Boléro Variations
Dance Theater Workshop
New York, NY
September 24, 2009
L’Après-midi
Danspace Project
New York, NY
September 24, 2009
by Leigh Witchel
copyright © 2009 by Leigh Witchel
Hoghe espouses a European aesthetic that takes its own sweet time in the theater. And ours. He began his career as a writer for the German weekly Die Zeit and went on to work with Bausch as a dramaturge for a decade. Since 1989 he’s made his own pieces.
His first time performing in the United States, Hoghe completed his tour in New York City as part of the Crossing the Line Festival, bringing works to two venues. Dance Theater Workshop presented his “Boléro Variations,” and then Danspace showed “L’Après-midi.”
“Boléro Variations” was two hours long with a single short intermission. The first half was excruciating. The cast of five (a sixth dancer was not able to enter the U.S. because of visa issues) stalked about to various renditions of “Bolero.” This included the sound recording of the Torvill/Dean skate in the 1984 Sarajevo Olympics that earned them perfect artistic scores. Hoghe had one man slowly inching backwards to the crackling recording interspersed with applause, leaving us to fill in the drama.
Hoghe uses dancers good enough so that you can sense their ability even when they’re not doing much. The lone woman in the cast, Ornella Balestra, glided about in a black fitted jacked and skirt. She was riveting and underused.
Hoghe lost a chunk of the audience at intermission, but the second half was livelier and more cogent. The best sections came at the end. Hoghe took off his shoes and slowly buried them in grains of what looked like pasta while the other men hypnotically poured circular drifts of lentils and beans. This was done to a recording of an Auschwitz survivor discussing her selection for the camp’s orchestra, a conjunction both obligatory and gratuitous. After that, to a final, traditional, version of “Bolero,” all the men took off their shirts and slowly rotated on their knees on the floor, sometimes tracing patterns, sometimes spasming. Hoghe is a hunchback with spinal curvature to the point of deformity. He forced us to look at him with three “perfect specimens.” If the Holocaust reference felt dropped in, that seemed to be the connection. It was fascinating and disturbing.

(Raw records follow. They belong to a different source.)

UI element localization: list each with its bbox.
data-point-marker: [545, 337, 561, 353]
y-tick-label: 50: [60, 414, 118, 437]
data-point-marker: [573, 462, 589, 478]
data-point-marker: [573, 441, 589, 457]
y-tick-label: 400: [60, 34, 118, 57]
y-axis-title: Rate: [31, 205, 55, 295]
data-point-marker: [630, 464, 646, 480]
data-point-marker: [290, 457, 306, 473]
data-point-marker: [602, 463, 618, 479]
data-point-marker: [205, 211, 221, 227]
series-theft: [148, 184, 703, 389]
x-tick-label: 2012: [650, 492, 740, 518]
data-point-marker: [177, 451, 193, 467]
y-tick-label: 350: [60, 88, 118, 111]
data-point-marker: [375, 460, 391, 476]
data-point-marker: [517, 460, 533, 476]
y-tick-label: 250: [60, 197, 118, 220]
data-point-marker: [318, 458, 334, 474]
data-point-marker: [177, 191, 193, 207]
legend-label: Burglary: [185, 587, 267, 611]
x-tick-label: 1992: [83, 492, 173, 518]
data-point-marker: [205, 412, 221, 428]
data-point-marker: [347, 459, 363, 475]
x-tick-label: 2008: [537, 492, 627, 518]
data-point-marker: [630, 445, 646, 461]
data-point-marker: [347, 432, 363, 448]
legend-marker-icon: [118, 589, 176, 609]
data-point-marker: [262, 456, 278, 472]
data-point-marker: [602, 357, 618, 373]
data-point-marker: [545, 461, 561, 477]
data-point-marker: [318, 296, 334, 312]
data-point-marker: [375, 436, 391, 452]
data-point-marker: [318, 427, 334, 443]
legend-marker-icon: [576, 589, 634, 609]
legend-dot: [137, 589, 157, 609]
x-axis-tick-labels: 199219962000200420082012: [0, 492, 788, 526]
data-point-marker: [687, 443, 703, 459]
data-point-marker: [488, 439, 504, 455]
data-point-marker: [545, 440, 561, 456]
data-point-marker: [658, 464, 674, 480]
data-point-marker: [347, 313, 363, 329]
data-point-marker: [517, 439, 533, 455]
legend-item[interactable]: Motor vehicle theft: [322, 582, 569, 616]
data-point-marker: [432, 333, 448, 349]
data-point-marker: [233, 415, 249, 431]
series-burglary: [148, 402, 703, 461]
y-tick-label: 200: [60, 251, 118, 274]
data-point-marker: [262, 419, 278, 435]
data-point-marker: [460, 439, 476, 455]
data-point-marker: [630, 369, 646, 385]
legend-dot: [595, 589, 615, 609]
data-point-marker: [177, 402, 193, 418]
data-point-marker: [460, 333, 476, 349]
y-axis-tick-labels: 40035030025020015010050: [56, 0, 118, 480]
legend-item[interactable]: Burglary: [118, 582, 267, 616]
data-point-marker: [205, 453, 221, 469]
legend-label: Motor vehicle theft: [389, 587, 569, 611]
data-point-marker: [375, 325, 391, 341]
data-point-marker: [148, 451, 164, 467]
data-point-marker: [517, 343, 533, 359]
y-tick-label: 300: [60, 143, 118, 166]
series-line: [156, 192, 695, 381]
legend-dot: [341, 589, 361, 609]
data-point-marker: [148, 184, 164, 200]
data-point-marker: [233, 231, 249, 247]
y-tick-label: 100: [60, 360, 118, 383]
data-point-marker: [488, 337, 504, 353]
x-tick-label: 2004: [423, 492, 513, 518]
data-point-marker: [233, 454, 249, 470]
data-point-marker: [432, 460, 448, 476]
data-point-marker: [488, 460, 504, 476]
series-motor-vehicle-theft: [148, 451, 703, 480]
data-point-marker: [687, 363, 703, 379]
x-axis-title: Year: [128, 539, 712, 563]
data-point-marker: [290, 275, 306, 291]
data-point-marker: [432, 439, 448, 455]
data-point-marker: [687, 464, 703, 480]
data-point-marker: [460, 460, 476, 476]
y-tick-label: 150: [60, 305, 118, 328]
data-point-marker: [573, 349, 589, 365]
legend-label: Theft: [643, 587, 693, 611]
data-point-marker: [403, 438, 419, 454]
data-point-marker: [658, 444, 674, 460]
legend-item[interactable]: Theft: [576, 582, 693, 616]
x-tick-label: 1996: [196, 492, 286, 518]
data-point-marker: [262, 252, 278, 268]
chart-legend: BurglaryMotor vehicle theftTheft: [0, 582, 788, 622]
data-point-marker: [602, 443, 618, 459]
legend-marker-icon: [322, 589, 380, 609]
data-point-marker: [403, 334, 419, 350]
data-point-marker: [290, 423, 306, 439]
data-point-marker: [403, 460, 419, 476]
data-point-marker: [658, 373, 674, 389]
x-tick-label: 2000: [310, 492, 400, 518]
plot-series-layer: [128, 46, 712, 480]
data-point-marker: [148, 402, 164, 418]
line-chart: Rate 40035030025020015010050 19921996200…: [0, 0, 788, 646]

At Danspace, Emmanuel Eggermont, a talented young French dancer also in “Boléro Variations,” performed Hoghe’s 75 minute “L’Après-midi.” Hoghe bulked up Debussy’s prelude with Mahler lieder. Of course there was lieder. If it wasn’t going to be the Rückert or Kindertotenlieder, it was going to be Wagner and the Wesendonck lieder. Once again, Hoghe asked for a lot from us. There was no intermission, and no late seating. As the performance was about to start, one could see the Danspace staff shutting and barring the front doors with a huge beam. No one was fleeing this time.The erotic atmosphere of Nijinsky become homoerotic. There were no nymphs, just Hoghe moving about two glasses of milk in between minimalist solos for Eggermont. “L’Après-midi” connected more vividly to its source material than “Boléro Variations” and was more interesting for it. Eggermont didn’t move as much as he posed, but neither did Nijinsky’s Faun, and Eggermont can hold a stage. Several of the Faun’s iconic poses were referenced, including the famous orgasmic arch, but the references were subtle. The dance is billed as a solo, but it wasn’t; Hoghe’s presence was essential to it.
At first watching Hoghe, a dour little man, trot around two glasses of milk seemed enigmatic, then irksome. Why? Then one mulled over the possible symbolism of milk. Youth. Purity. Healthy bones. Looking at Hoghe’s spine pushed into a hump on his right shoulder, the resonance was there.
After a final, full, version of the prelude, Hoghe spilled some of the milk in four pools on the stage and then emptied the glasses in the front in one larger puddle. The cum reference was unexpected, but obvious. Hoghe dipped his fingers in a pool, and then wrote with it. Eggermont dipped in his. Just when you thought Hoghe should get it over with already and smear it on his face – he did. There was as much “Death in Venice” here as “Afternoon of a Faun.” Rather than shattering stereotypes of beauty, Hoghe played right into them – the unattainable youth and the older, unattractive, man who can only have him second hand.
Hoghe and Bausch both produce singular imagery that could stay with you for years, and both make you wait for it. Had you watched only the last quarter of either of Hoghe’s performances, you would have gotten the same effect, minus the agony. Maybe it’s daring theater, maybe it’s the choreographic school of Fuck You.
Hoghe’s aesthetic can be defended; so can finding it exasperating. Uptown, there were also Fauns and Boleros at Fall for Dance. Boston Ballet opened the festival with Nijinsky’s version of “Faun,” followed by Ohad Naharin’s “B/olero.” Naharin made his point, and made it well, in around ten minutes. So did Nijinsky. Hoghe is going to have to do more convincing to make me sit two hours to get to his.